On the horizontal integration of the Lebesgue integral

In your example, $\mu$ would represent the base of the rectangle. But that's not the important part. The important part is the definition of the set you are taking the measure of.

Let's look at your image. Imagine each rectangle is height of exactly 1 unit. We might define the sets like this:

$$E_n = \{ x : n \le f(x) < n+1\}.$$

We look at the measure of each of these sets.

For $n = 1$, the set of numbers in $E_1$ is exactly the bottom-most rectangle projected onto the $x$-axis. It has measure $\mu(E_1)$. The second rectangle from the bottom is $E_2$, and so forth.

Each of these rectangles has height $1$, so we can approximate the integral as

$$\int f\, d\mu = \sum 1\cdot \mu(E_n).$$

What might be stumbling you up is that you are expecting that the location of those horizontal slices, as shown in the picture, is somehow embedded within the sum. It is not; rather, the rectangles are essentially sets, pulled upwards by steps of $1$.

Of course, we need not choose height $1$, and it need not be uniform. Instead, we can choose height $a_n$.


The fact that the Lebesgue integral "works vertically" means that we start by partitioning the range of the function (instead of the domain) and drawing horizontal lines from these points. But the final rectangles are not horizontal in the sense of your red figure.

Therefore, you didn't understand it because there is no natural connection between the usual definition and your red figure. Actually, as the $E_i$ are not apparent, the important fact that they aren't intervals, aren't lengths or heights and, eventually, are very complicated (which motivates the definition of measurable sets and measurable functions) is completely lost in the figure. By the way, the fact that this figure is so wrong that it should be removed from the Wikipedia's article is discussed here.

I suggest you take a look at the appropriate geometric interpretation as, for example, in Preface of Mikusinski's book or in Chapter 2 of Folland's book. As explained in these texts, the correct picture would have the following form (source):

enter image description here

Of course, this picture can also illustrate an approximation for the Riemann integral. This happens because the Lebesgue integrable functions that have "nice figures" are also Riemann integrable. So, what really matters is not the final form of the figure (as suggested by the original red figure), but the way it is constructed (which is explained in the cited books).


» **Task statement**
Please copy only the material from the line that has "The height and" to the very last line, both ends included, exactly as written and without pictures.

» **Data for review**
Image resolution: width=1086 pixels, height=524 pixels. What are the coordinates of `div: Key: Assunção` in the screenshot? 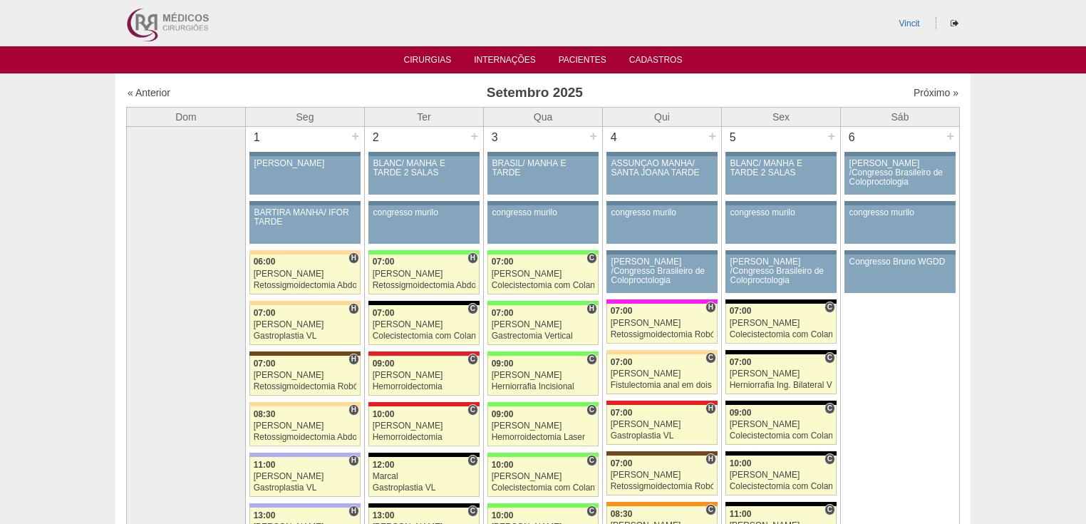 It's located at (424, 404).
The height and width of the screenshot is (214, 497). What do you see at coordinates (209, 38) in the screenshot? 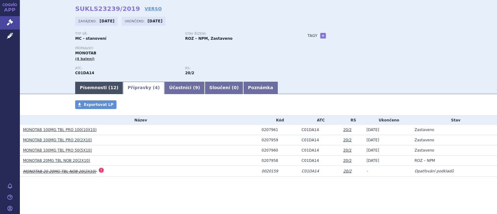
I see `strong: ROZ – NPM, Zastaveno` at bounding box center [209, 38].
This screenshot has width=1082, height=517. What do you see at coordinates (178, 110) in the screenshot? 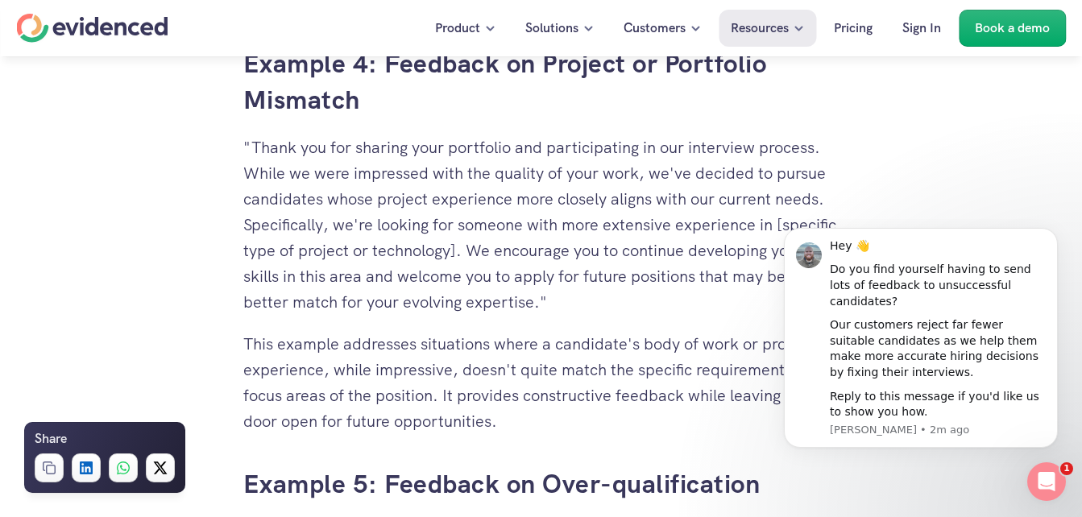
I see `div: Message content` at bounding box center [178, 110].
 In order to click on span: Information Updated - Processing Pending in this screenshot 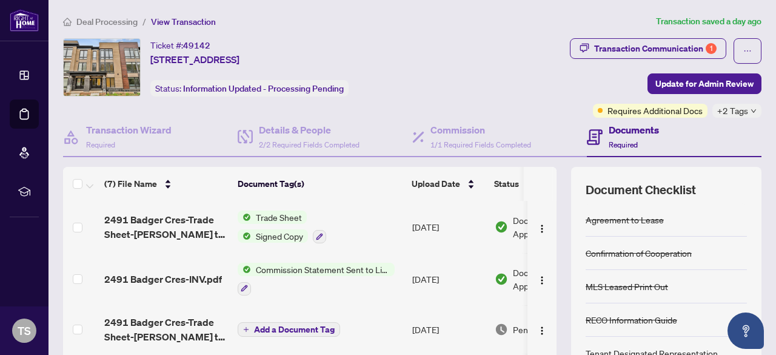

» **Response to this task**
The height and width of the screenshot is (214, 497). What do you see at coordinates (209, 38) in the screenshot? 
I see `strong: ROZ – NPM, Zastaveno` at bounding box center [209, 38].
This screenshot has width=1082, height=517. What do you see at coordinates (178, 110) in the screenshot? 
I see `div: Message content` at bounding box center [178, 110].
 In order to click on span: Information Updated - Processing Pending in this screenshot 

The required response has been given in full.